There is also a clear Old Testament connection. In the OT “the vine” or “the vineyard” was a common picture of God’s people, and a symbol of the fruitfulness God intended for them. God had done all that was necessary for his people to be fruitful - chosen them, loved them, planted them in ‘fertile’ conditions - yet they continually turned away from him, and failed to be a prophetic witness to the nations of the one true God.

Fast-forward to John’s gospel where Jesus says, “I am the true vine” - I am the truly fruitful one sent by my Father, who himself is the gardener; stay intimately connected to me and dependent on me; your fruitfulness is directly related to that connection. It is by remaining in me that you will be enabled to be the distinct and faithful people of God and a prophetic witness of him.

We have a danger of immediately thinking of fruitfulness in terms of output, usefulness, and productivity - which is certainly part of what it means to be fruitful. But fruitfulness for God is the result of a life rooted in faithfulness to him. That is surely why God’s people produced bad fruit throughout the OT - because they had been unfaithful. Bearing good fruit is a matter of growth in godliness and character; it’s a holiness question as much as a usefulness one.

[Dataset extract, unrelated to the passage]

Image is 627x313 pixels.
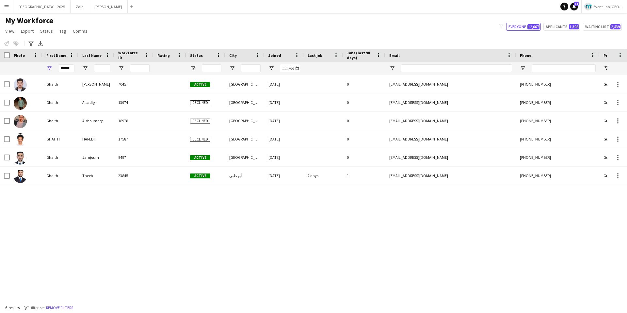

This series about abiding is not a set of seven ways to be fruitful but is a careful study in John 15. However, we hope that it is extremely practical, with the thread of abiding (as the way to be fruitful) weaving through it all. Each part of the series should help us consider how we can abide in Jesus.

For example

  • Through staying conscious of him at all times

  • Submitting our decisions to him

  • Keeping his glory as the goal

  • Connecting to fellow believers

  • Ensuring that we’re carving out time to be alone with him in personal devotions (prayer, Bible reading, worship, etc)

  • Growing in our understanding of who he is and who we are in him.

About this talk

Scripture: John 15:12-17

As we come to the end of this passage, the ‘vertical’ meets the ‘horizontal,’ as it always does in the Bible. Loving God - because we are intimately connected to the vine - will result in loving people. Reference can be made again to Mark 12:28-34, to the many NT commands, to the ethics outlined in the OT and so on - loving people cannot be separated from claiming to love God or to having received his love.

 The command to love one another was not a new one (see Leviticus 19:18); but Jesus redefines it because now it is his love for his disciples that is their model for loving others - “love each other as I have loved you.” He’s already loved them despite their mistakes, he’s served them wholeheartedly, even washing their feet.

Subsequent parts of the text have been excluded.